Cors Allowed-Origin Restrictions Aren't Causing the Server to Reject Requests

CORS allowed-origin restrictions aren’t causing the server to reject requests

However, when I open up a browser and type in http://localhost:8080/api/car I am still able to access the REST endpoint.

CORS allowed-origins settings don’t cause servers to block requests.

And because the server isn’t blocking the request, that doesn’t prevent you from opening the URL directly in a browser.

The same-origin policy is what imposes cross-origin restrictions, and the same-origin policy is only applied to frontend JavaScript in web applications running in a web browser, and using XHR or Fetch or jQuery $.ajax(…) or whatever to make cross-origin requests.

So CORS isn’t a way to cause servers to block requests. And so it also isn’t a way to prevent users from being able to directly navigate to a URL, and isn’t a way to prevent any non-web-application tools like curl or Postman or whatever from accessing the URL.

Django CORS ORIGIN WHITELIST and ALLOWED_HOST not filtering anything

You can't use Postman or curl (on any other direct HTTP requesting method) to test CORS. CORS is meant to tell web browsers (and only web browsers) which resources they should allow access to from within a web page.

The idea is to prevent someone with malicious-site.com that entices users to visit that site to fetch resources from your server (e.g. an iframe) so that the user thinks they're on your site when they actually aren't.

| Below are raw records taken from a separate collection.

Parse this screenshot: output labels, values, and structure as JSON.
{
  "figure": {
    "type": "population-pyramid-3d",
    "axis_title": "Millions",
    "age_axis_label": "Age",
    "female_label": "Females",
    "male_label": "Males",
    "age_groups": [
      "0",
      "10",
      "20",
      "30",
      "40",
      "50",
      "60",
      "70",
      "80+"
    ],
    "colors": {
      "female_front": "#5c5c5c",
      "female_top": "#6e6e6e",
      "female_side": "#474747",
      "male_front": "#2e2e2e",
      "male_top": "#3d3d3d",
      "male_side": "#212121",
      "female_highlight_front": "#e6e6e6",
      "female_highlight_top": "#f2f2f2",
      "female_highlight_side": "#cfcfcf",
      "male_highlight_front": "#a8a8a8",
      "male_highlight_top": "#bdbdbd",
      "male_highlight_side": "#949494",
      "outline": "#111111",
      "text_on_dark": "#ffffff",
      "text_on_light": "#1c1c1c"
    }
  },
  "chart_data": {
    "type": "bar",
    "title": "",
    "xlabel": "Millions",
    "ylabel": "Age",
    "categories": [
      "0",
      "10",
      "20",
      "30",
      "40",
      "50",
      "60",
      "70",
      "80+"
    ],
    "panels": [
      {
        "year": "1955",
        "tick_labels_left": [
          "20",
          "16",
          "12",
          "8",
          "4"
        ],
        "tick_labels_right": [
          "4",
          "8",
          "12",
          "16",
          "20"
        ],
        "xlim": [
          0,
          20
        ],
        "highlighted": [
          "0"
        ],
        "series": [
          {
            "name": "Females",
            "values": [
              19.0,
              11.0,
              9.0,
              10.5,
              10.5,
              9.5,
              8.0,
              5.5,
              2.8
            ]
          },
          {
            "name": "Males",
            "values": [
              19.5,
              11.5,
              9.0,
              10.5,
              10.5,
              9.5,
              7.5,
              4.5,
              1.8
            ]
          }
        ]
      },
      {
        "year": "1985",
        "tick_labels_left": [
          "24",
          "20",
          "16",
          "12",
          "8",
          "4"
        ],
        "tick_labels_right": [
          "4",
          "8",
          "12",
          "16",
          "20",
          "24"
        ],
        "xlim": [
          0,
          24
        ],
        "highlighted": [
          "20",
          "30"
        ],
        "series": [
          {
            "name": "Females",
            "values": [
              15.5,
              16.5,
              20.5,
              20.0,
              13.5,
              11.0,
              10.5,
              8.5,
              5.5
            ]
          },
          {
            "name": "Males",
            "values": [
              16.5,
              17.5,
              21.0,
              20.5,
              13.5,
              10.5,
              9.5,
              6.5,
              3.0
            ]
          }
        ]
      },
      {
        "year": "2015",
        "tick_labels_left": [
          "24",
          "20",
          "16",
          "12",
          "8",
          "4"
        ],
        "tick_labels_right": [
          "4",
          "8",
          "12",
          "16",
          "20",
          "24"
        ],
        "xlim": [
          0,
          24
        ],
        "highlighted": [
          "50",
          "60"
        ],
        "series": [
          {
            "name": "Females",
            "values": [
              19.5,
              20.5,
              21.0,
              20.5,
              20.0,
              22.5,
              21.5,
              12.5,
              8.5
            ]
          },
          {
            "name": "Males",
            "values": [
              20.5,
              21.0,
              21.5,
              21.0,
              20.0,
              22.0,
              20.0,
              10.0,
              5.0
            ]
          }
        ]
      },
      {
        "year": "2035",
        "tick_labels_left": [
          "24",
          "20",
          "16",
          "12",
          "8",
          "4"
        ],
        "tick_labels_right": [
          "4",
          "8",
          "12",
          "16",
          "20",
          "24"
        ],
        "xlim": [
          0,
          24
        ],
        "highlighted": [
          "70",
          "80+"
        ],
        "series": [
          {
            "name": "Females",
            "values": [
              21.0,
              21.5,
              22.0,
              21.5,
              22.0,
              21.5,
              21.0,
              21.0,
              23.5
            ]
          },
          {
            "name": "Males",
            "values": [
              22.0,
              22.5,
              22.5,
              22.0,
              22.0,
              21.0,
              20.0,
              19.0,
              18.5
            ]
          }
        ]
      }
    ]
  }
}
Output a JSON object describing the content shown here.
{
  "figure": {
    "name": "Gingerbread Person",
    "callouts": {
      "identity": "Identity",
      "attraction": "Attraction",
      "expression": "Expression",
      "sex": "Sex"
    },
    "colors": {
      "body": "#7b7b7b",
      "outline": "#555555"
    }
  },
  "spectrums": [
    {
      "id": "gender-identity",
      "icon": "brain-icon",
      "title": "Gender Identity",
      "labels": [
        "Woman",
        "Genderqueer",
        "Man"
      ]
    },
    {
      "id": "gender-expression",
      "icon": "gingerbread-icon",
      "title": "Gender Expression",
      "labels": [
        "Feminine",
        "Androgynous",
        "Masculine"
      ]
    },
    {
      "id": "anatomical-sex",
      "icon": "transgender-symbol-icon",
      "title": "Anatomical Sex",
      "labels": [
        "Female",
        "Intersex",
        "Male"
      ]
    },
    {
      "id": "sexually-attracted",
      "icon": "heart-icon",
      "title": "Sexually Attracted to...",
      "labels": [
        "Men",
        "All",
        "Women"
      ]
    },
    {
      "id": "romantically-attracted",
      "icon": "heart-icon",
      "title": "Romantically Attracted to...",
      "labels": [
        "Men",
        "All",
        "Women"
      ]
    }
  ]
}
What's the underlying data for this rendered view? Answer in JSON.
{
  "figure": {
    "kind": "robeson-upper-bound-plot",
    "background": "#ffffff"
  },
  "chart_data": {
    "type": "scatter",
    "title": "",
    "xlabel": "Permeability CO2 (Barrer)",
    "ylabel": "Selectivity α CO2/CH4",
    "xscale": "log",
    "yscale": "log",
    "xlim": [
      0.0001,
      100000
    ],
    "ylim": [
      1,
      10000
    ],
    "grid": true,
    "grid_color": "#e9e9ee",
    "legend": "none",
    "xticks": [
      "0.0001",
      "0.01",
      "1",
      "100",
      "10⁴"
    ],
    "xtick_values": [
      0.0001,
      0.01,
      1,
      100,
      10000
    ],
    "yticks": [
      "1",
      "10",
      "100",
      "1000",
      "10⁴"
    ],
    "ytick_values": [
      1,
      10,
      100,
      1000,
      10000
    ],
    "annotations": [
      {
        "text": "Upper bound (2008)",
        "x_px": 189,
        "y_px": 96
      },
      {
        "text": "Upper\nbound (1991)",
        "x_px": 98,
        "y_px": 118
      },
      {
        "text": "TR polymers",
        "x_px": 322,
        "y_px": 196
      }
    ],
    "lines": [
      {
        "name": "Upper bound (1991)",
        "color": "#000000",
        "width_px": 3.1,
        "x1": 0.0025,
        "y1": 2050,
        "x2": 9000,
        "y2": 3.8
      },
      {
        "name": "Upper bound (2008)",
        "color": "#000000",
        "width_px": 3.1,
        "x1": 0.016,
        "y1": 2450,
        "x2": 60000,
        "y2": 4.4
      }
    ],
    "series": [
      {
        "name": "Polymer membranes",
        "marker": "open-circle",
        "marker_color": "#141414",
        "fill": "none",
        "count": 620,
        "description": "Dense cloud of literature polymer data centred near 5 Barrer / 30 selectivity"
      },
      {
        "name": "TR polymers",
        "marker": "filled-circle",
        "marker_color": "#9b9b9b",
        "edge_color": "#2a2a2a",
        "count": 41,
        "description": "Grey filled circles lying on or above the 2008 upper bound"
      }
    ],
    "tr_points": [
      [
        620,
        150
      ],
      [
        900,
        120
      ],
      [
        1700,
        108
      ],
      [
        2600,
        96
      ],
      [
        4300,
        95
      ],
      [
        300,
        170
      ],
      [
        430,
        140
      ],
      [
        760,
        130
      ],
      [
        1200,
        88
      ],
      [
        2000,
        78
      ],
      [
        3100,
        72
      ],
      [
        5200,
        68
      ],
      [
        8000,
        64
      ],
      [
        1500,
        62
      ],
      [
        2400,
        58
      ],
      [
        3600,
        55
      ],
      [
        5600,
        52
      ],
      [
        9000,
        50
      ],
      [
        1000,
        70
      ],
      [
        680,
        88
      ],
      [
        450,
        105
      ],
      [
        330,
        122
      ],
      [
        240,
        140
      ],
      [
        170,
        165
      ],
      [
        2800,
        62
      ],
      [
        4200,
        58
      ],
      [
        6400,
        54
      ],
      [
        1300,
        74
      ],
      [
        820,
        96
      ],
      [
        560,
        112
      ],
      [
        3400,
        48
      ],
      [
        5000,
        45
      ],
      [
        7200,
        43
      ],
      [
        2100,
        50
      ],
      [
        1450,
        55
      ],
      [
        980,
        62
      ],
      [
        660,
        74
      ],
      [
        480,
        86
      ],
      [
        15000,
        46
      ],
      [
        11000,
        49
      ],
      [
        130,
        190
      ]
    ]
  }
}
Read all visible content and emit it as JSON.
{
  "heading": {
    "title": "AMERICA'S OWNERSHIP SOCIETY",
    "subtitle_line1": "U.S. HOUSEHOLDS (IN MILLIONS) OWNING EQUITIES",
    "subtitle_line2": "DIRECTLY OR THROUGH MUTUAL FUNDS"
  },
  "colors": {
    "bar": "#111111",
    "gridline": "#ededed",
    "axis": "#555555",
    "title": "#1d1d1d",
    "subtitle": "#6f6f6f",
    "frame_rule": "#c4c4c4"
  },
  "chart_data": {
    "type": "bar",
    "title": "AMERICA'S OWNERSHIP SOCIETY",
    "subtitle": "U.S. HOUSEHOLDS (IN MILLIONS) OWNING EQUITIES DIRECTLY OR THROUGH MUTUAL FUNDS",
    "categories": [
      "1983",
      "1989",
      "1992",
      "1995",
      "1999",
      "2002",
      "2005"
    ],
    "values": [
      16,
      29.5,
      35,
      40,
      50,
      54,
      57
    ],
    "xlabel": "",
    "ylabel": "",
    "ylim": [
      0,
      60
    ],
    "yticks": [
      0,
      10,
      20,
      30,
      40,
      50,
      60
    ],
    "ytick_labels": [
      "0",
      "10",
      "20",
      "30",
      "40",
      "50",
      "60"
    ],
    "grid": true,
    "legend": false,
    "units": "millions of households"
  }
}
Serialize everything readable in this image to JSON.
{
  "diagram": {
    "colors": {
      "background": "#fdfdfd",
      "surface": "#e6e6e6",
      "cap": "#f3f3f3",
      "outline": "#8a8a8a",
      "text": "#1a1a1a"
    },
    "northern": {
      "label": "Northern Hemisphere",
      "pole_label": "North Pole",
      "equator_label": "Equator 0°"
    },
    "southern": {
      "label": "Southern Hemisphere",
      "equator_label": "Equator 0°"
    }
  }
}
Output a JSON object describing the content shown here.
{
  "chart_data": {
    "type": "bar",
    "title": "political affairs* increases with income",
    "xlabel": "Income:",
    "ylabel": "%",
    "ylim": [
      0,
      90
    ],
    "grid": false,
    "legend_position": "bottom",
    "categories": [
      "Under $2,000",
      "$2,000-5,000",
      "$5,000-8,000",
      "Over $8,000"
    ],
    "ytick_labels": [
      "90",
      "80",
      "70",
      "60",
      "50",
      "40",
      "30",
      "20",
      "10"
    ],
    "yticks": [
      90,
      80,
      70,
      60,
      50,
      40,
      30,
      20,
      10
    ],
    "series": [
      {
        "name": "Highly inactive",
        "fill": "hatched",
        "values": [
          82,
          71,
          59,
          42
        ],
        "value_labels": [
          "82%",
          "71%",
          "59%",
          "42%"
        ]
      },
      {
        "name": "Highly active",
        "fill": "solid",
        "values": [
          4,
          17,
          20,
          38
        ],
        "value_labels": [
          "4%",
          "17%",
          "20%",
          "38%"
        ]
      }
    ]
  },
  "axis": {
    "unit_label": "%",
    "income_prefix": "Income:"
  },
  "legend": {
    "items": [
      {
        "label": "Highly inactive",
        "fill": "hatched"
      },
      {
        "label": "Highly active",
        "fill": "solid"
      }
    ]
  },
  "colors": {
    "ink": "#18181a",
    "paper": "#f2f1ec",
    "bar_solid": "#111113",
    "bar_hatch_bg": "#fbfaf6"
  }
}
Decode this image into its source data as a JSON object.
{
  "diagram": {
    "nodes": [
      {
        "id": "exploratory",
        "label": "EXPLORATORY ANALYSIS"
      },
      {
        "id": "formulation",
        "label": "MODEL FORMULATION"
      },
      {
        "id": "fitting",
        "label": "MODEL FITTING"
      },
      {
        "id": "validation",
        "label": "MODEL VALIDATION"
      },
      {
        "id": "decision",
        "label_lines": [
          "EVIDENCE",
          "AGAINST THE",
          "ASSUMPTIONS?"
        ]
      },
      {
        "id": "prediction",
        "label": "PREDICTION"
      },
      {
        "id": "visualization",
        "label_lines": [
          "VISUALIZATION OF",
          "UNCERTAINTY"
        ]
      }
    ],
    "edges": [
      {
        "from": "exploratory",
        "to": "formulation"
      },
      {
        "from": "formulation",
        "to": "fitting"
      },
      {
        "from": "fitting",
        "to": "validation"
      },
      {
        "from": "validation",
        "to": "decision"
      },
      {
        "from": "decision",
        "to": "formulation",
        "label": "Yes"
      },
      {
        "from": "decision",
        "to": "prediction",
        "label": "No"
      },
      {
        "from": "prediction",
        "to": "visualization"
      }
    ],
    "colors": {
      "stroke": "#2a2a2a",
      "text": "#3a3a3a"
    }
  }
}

So you can only test it by running a script that fetches data from your API in webpage on a different domain (from within a browser). Test your CORS headers like this: Embed a script calling your API on another website (e.g. give your localhost another name on your machine and open it there). Then try running the script. You'll see your script fetching the OPTIONS from your site and then an error in your browser.

CORS is not meant for your website to prevent access entirely. Any machine using curl (or postman) will still be able to access your API.